Abstract

The 6.8σ anomaly in excited 8Be nuclear decays via internal pair creation is fit well by a new particle interpretation. In a previous analysis, we showed that a 17 MeV protophobic gauge boson provides a particle physics explanation of the anomaly consistent with all existing constraints. Here we begin with a review of the physics of internal pair creation in 8Be decays and the characteristics of the observed anomaly. To develop its particle interpretation, we provide an effective operator analysis for excited 8Be decays to particles with a variety of spins and parities and show that these considerations exclude simple models with scalar particles. We discuss the required couplings for a gauge boson to give the observed signal, highlighting the significant dependence on the precise mass of the boson and isospin mixing and breaking effects. We present anomaly-free extensions of the Standard Model that contain protophobic gauge bosons with the desired couplings to explain the 8Be anomaly. In the first model, the new force carrier is a U(1)B gauge boson that kinetically mixes with the photon; in the second model, it is a U(1)BL gauge boson with a similar kinetic mixing. In both cases, the models predict relatively large charged lepton couplings ∼0.001 that can resolve the discrepancy in the muon anomalous magnetic moment and are amenable to many experimental probes. The models also contain vectorlike leptons at the weak scale that may be accessible to near future LHC searches.

Document Type

Article

Publication Date

2-16-2017

Notes/Citation Information

Published in Physical Review D, v. 95, issue 3, 035017, p. 1-25.

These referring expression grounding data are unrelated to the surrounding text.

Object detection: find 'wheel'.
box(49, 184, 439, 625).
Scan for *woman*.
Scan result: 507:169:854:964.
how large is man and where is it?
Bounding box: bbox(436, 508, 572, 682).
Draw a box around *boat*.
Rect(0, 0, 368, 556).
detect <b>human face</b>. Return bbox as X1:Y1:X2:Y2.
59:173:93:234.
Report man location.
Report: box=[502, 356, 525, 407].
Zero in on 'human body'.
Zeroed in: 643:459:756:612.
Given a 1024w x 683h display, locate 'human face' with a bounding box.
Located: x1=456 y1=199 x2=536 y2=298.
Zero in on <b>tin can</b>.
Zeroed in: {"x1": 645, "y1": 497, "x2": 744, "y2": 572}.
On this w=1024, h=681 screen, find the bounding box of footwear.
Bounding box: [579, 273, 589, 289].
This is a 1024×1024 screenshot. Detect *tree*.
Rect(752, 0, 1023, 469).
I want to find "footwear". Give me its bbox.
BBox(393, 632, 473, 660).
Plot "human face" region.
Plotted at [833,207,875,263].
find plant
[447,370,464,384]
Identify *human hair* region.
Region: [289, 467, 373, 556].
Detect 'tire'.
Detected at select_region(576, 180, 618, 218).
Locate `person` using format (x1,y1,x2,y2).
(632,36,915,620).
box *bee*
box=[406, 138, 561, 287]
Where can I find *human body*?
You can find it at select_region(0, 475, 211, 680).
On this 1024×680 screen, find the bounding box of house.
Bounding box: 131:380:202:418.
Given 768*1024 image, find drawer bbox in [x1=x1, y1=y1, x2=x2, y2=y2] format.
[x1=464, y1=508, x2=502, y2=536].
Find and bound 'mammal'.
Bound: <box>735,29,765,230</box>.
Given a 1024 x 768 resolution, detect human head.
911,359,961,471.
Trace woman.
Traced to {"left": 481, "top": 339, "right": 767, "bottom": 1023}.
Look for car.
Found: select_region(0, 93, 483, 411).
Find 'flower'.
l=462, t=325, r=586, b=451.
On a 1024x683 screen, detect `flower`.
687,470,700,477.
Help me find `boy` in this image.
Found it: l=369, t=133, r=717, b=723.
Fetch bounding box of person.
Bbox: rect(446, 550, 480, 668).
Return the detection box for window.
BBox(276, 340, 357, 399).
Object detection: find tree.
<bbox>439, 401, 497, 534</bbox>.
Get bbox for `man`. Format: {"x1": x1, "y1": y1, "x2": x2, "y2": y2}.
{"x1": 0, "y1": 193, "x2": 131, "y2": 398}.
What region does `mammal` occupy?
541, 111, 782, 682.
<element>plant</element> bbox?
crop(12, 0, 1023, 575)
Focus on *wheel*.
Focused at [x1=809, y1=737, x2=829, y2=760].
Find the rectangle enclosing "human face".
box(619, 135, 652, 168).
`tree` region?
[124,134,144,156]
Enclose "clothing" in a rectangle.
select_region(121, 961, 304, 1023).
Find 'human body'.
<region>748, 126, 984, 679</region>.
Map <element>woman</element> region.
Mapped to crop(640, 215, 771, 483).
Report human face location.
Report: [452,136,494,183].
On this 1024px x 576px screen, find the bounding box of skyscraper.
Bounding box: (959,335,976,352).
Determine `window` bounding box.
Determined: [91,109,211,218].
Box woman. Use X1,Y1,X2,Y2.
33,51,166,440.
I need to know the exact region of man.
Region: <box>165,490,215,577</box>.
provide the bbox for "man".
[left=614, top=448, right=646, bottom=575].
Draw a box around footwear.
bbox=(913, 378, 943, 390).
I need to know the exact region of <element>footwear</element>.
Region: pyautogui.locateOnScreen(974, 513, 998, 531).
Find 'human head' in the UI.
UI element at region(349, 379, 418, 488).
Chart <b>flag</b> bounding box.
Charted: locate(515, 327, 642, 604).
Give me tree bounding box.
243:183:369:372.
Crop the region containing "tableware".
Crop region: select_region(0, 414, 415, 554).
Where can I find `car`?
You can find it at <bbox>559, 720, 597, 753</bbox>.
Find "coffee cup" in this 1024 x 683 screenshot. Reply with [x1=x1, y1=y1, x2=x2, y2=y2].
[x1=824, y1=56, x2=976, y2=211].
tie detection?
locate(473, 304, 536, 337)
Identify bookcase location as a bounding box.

© 2017 American Physical Society

The copyright holder has granted permission for posting the article here.

Digital Object Identifier (DOI)

https://doi.org/10.1103/PhysRevD.95.035017

Funding Information

J. L. F., B. F., I. G., J. S., T. M. P. T., and P. T. are supported in part by NSF Grants No. PHY-1316792 and No. PHY-1620638. The work of S. G. is supported in part by the DOE Office of Nuclear Physics under Contract No. DE-FG02-96ER40989. The work of J. L. F. is supported in part by a Guggenheim Foundation grant and in part by Simons Investigator Award No. 376204 and was performed in part at the Aspen Center for Physics, which is supported by NSF Grant No. PHY-1066293.